Home > Books > The Outsider: A Novel (Holly Gibney #1)(152)

The Outsider: A Novel (Holly Gibney #1)(152)

Author:Stephen King

“I hear you.”

“Don’t say you hear me, say you will.”

“I will.” Again he thought of the day they’d made their vows.

“I hope you mean that.” Still with that piercing gaze, so full of love and anxiety. The one that said I’ve cast my lot with you, please don’t ever let me regret it. “I need to tell you something, and it’s important. Are you listening?”

“Yes.”

“You’re a good man, Ralph. A good man who made a bad mistake. You’re not the first to do that, and you won’t be the last. You have to live with it, and I’ll help you. Make it better if you can, but please don’t make it worse. Please.”

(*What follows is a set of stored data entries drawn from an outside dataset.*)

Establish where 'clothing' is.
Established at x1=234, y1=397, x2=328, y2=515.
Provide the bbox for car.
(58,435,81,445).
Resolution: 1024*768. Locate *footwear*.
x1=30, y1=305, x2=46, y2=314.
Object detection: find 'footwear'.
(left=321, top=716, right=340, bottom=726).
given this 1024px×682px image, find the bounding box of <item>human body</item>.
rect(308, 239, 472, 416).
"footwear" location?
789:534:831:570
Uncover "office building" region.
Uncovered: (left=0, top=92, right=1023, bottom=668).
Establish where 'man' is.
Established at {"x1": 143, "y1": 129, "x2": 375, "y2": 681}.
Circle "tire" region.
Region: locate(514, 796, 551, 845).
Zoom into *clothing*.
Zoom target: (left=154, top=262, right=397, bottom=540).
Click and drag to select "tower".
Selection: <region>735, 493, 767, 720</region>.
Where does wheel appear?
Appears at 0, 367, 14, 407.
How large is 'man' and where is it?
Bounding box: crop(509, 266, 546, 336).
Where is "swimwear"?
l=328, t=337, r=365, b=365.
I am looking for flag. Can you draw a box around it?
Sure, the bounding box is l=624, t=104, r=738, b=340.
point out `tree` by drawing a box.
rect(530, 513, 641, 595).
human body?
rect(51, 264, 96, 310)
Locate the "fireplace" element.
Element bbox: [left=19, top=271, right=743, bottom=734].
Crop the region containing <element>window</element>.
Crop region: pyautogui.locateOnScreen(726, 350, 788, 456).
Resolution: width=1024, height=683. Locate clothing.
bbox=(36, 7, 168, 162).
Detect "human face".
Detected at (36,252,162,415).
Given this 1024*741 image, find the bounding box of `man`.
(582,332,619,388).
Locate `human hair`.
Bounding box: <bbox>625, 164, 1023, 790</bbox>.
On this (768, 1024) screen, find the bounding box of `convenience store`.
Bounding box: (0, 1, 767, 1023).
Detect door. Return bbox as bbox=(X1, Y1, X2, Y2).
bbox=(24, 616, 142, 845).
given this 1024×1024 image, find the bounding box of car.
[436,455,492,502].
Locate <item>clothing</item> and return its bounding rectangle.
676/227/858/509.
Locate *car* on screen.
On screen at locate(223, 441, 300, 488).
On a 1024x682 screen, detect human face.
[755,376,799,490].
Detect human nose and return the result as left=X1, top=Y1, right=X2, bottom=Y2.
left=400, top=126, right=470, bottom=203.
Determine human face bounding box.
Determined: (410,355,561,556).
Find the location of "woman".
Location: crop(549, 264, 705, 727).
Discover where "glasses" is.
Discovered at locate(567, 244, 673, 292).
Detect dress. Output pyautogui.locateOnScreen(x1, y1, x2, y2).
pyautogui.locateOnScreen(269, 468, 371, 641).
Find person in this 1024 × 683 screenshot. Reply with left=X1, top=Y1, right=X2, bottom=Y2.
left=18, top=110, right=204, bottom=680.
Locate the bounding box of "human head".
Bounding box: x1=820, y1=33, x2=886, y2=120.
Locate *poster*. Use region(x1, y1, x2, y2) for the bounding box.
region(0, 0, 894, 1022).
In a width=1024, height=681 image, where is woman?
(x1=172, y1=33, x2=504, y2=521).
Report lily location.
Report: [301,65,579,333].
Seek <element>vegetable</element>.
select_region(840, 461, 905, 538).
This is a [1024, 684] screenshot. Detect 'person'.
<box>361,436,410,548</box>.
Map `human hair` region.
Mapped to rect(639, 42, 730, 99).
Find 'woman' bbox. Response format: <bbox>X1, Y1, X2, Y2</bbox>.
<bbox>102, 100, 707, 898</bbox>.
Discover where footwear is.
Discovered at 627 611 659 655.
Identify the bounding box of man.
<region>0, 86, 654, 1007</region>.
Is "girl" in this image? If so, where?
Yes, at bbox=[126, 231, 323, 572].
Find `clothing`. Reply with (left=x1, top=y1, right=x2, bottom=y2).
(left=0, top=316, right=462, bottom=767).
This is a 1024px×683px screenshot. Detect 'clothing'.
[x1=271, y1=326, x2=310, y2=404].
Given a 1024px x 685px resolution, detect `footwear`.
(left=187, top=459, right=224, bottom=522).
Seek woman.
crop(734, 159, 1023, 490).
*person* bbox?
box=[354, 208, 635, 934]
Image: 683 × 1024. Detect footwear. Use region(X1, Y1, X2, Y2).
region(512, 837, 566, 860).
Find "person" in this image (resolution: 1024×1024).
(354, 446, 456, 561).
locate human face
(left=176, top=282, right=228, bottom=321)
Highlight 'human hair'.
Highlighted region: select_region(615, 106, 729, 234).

Holly was coming rather ostentatiously downstairs, making sure they heard her approach. Ralph stood where he was a moment longer, looking down into his wife’s wide eyes—as beautiful now as they had been those years ago. Then he kissed her and stood back. She gave his hands a squeeze, a good hard one, and let him go.

6

Ralph and Holly drove to the airport in Ralph’s car. Holly sat with her shoulder-bag in her lap, back straight, knees primly together. “Does your wife have a firearm?” she asked.

“Yes. And she’s been to the department qualifying range. Wives and daughters are allowed to do that here. What about you, Holly?”

“Of course not. I flew down here, and it wasn’t on a charter.”

“I’m sure we could get you something. We’re going to Texas, after all, not New York.”

She shook her head. “I haven’t fired a gun since Bill was alive. That was on the last case we worked together. And I didn’t hit what I was aiming at.”

He didn’t speak again until they had merged with the heavy flow of turnpike traffic headed for the airport and Cap City. Once that dangerous feat was accomplished, he said, “Those samples from the barn are at the State Police forensics lab. What do you think they’re going to find when they finally get around to running them through all their fancy equipment? Any ideas?”

“Based on what showed up on the chair and the carpet, I’d guess it will be mostly water, but with a high pH. I’d guess there would be traces of a mucus-like fluid of the type produced by the bulbourethral glands, also known as Cowper’s glands, named after the anatomist William Cowper who—”

“So you do think it’s semen.”

“More like pre-ejaculate.” A faint tinge of color had come into her cheeks.

“You know your stuff.”

“I took a course in forensic pathology after Bill died. I took several courses, in fact. Taking courses . . . it passed the time.”

“There was semen on the backs of Frank Peterson’s thighs. Quite a lot of it, but not an abnormal amount. The DNA matched Terry Maitland’s.”

“The residue from the barn and the residue in your house isn’t semen, and not pre-ejaculate, no matter how similar. When the lab tests the stuff from Canning Township, I think they will find unknown components and dismiss them as contamination. They’ll just be glad they don’t have to use the samples in court. They won’t consider the idea that they’re dealing with a completely unknown substance: the stuff he exudes—or sluffs off—when he changes. As for the semen found on the Peterson boy . . . I’m sure the outsider left semen when he killed the Howard girls, too. Either on their clothes or on their bodies. Just another calling card, like the lock of hair in Mr. Maitland’s bathroom and all the fingerprints you found.”

“Don’t forget the eye-wits.”

“Yes,” she agreed. “This creature likes witnesses. Why wouldn’t he, if he can wear another man’s face?”

Ralph followed the signs to the charter company Howard Gold used. “So you don’t think these were actually sex crimes? They were just arranged to look that way?”

“I wouldn’t make that assumption, but . . .” She turned to him. “Sperm on the back of the boy’s legs, but none . . . you know . . . in him?”

“No. He was penetrated—raped—with a branch.”

“Oough.” Holly grimaced. “I doubt if the postmortem on the girls revealed any semen inside them, either. I think there might be a sexual element to his killings, but he might be incapable of actual intercourse.”

“That’s the case with a good many normal serial killers.” He laughed at this—as much of an oxymoron as jumbo shrimp—but didn’t take it back, because the only substitute he could think of was human serial killers.